I'm 100% against that because users will be confused as they will be searching for 13th gen CPUs in the 13th gen article and they won't find them, secondly Intel has never confirmed that CPUs below 13600K/KF are not actually Raptor Lake CPUs. To be honest, no one has conclusively proved that yet. We may deduce they are based on the Alder Lake core but that's not encyclopedic enough. Artem S. Tashkinov (talk) 07:58, 13 April 2023 (UTC)Reply

Requested move 16 July 2023 edit

The following is a closed discussion of a requested move. Please do not modify it. Subsequent comments should be made in a new section on the talk page. Editors desiring to contest the closing decision should consider a move review after discussing it on the closer's talk page. No further edits should be made to this discussion.
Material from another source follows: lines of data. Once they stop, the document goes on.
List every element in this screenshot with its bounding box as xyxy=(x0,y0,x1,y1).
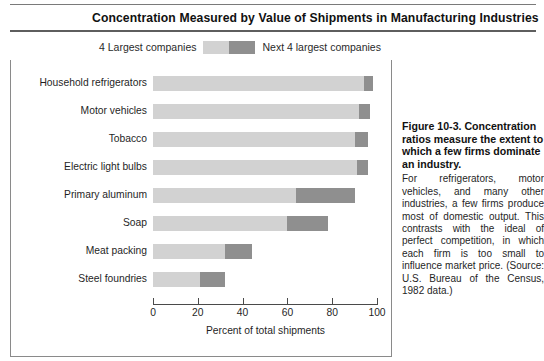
bar-segment xyxy=(153,132,355,147)
bar-row xyxy=(153,188,355,203)
category-label: Soap xyxy=(14,217,147,228)
caption-body: For refrigerators, motor vehicles, and m… xyxy=(402,173,544,297)
bar-row xyxy=(153,244,252,259)
category-label: Electric light bulbs xyxy=(14,161,147,172)
bar-segment xyxy=(200,272,225,287)
bar-segment xyxy=(225,244,252,259)
bar-segment xyxy=(296,188,354,203)
bar-segment xyxy=(153,216,287,231)
bar-row xyxy=(153,104,370,119)
bar-row xyxy=(153,76,373,91)
bar-row xyxy=(153,272,225,287)
category-axis-labels: Household refrigeratorsMotor vehiclesTob… xyxy=(14,72,147,304)
x-axis-title: Percent of total shipments xyxy=(153,325,378,336)
caption-heading: Figure 10-3. Concentration ratios measur… xyxy=(402,120,544,170)
x-axis-tick xyxy=(153,298,154,305)
bar-segment xyxy=(357,160,368,175)
legend-label-next-4-largest: Next 4 largest companies xyxy=(262,41,380,53)
legend-swatch-group xyxy=(203,41,255,54)
plot-area xyxy=(153,72,377,304)
category-label: Household refrigerators xyxy=(14,77,147,88)
category-label: Steel foundries xyxy=(14,273,147,284)
x-axis-tick-label: 40 xyxy=(237,307,248,318)
bar-row xyxy=(153,216,328,231)
x-axis-tick-label: 0 xyxy=(150,307,156,318)
category-label: Tobacco xyxy=(14,133,147,144)
bar-row xyxy=(153,132,368,147)
bar-segment xyxy=(287,216,327,231)
category-label: Motor vehicles xyxy=(14,105,147,116)
category-label: Primary aluminum xyxy=(14,189,147,200)
bar-segment xyxy=(153,160,357,175)
legend-label-4-largest: 4 Largest companies xyxy=(99,41,196,53)
x-axis-tick xyxy=(243,298,244,305)
x-axis-tick-label: 80 xyxy=(326,307,337,318)
x-axis-tick xyxy=(287,298,288,305)
chart-legend: 4 Largest companies Next 4 largest compa… xyxy=(99,40,381,54)
bar-segment xyxy=(355,132,368,147)
category-label: Meat packing xyxy=(14,245,147,256)
bar-segment xyxy=(359,104,370,119)
bar-segment xyxy=(364,76,373,91)
x-axis-tick xyxy=(377,298,378,305)
page-title: Concentration Measured by Value of Shipm… xyxy=(92,11,539,25)
bar-segment xyxy=(153,104,359,119)
bar-segment xyxy=(153,76,364,91)
bar-row xyxy=(153,160,368,175)
x-axis-tick-label: 20 xyxy=(192,307,203,318)
x-axis-tick-label: 60 xyxy=(282,307,293,318)
bar-segment xyxy=(153,244,225,259)
bar-segment xyxy=(153,272,200,287)
x-axis-tick-label: 100 xyxy=(368,307,385,318)
legend-swatch-next-4-largest xyxy=(229,41,255,54)
x-axis-line xyxy=(153,304,378,305)
figure-caption: Figure 10-3. Concentration ratios measur… xyxy=(402,120,544,297)
figure-title-bar: Concentration Measured by Value of Shipm… xyxy=(10,4,536,32)
legend-swatch-4-largest xyxy=(203,41,229,54)
bar-segment xyxy=(153,188,296,203)
x-axis-tick xyxy=(198,298,199,305)
x-axis-tick xyxy=(332,298,333,305)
The result of the move request was: Not moved. (non-admin closure) {{replyto|SilverLocust}} (talk) 07:42, 23 July 2023 (UTC)Reply


Alder LakeAdler Lake (microarchitecture) – There are lakes with this name, so that if the microarchitecture name is not alone, we should call it as the other microarchitecture, as "(microarchitecture)" Maxim Masiutin (talk) 01:09, 16 July 2023 (UTC)Reply

  • Oppose per WP:PRIMARYTOPIC. This article gets 98% of the pageviews. - Station1 (talk) 02:58, 16 July 2023 (UTC)Reply
  • Comment the destination should be "Alder Lake (microarchitecture)" in the nomination. TSventon (talk) 09:44, 16 July 2023 (UTC)Reply
  • Comment The micro architectures are Golden Cove (P-cores) and Gracemont (E-cores). The article could be renamed to Alder Lake (Microprocessor) but I just don't seen a lot of sense in that. This idea is just wrong. Artem S. Tashkinov (talk) 10:28, 16 July 2023 (UTC)Reply
The discussion above is closed. Please do not modify it. Subsequent comments should be made on the appropriate discussion page. No further edits should be made to this discussion.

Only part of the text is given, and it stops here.